Nebraska was unfinished, imperfect, delivered into a world hovering at the threshold of the digital, when technology would allow recorded music to hang itself on perfect time, carry perfect pitch, but also risk losing its connection to the unfixed and unfixable.People often talk about 1980s MTV as the major turn toward a more visual music culture, but the more impactful visual turn came, I believe, when digital recording allowed music to be seen and, as a result, fixed, using the eyes as much as the ears. Springsteen’s charisma gave its breakout drama a blinding force, and the E Street Band players kept diving into grooves that felt too big for a single group, chasing their Big Idea Frontman, who kept racing out ahead. Tim Riley’s latest book is What Goes On: The Beatles, Their Music, and Their Time (2019), co-written with Walter Everett, from Oxford University Press. We know when we’re trying to make our images or our music look or sound better than they are, and it’s time to consider, on occasion, choosing not to. Whether you see Springsteen in them or not, whether the amps and guitars are in the room or not, you look at them knowing who was there once and what got done at the time, Darkness on the Edge of Town and much of The River.

If I’d gone in the studio and just introduced that music in a normal way, I don’t know if ‘Nebraska’ would ever have occurred.
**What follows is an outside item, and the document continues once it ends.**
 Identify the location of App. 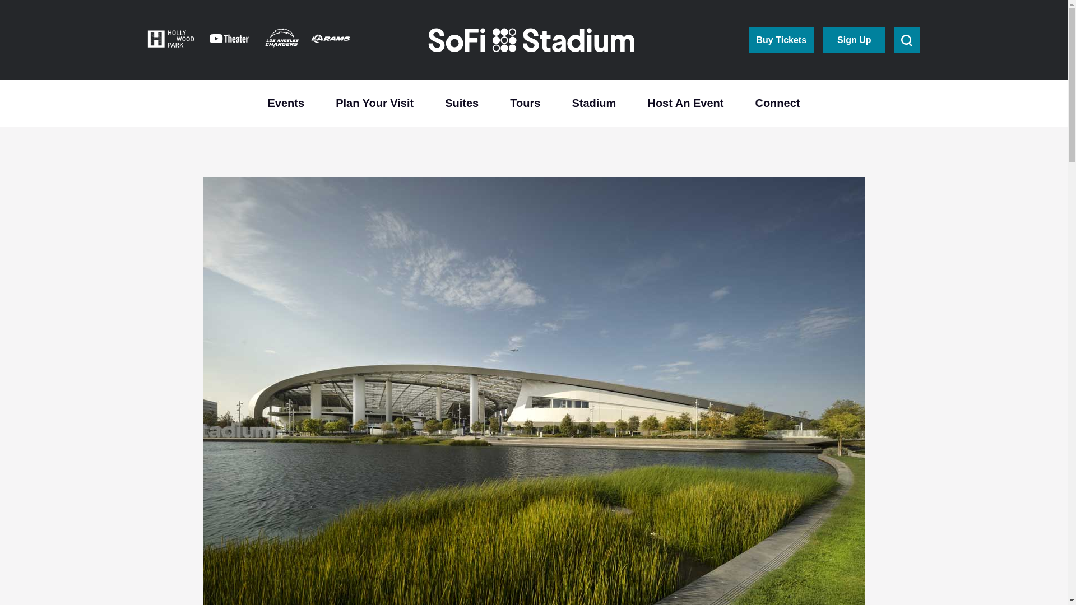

He told me in an interview for my book about the making of the album that he felt it couldn’t be “made better” and still manage to transmit the turbulence he’d captured. Nebraska expressed a darkness that was reflective of a mood in the country but was also a symptom of trouble in the artist's life, the beginnings of a mental breakdown that Springsteen would only talk about openly decades after the album's release.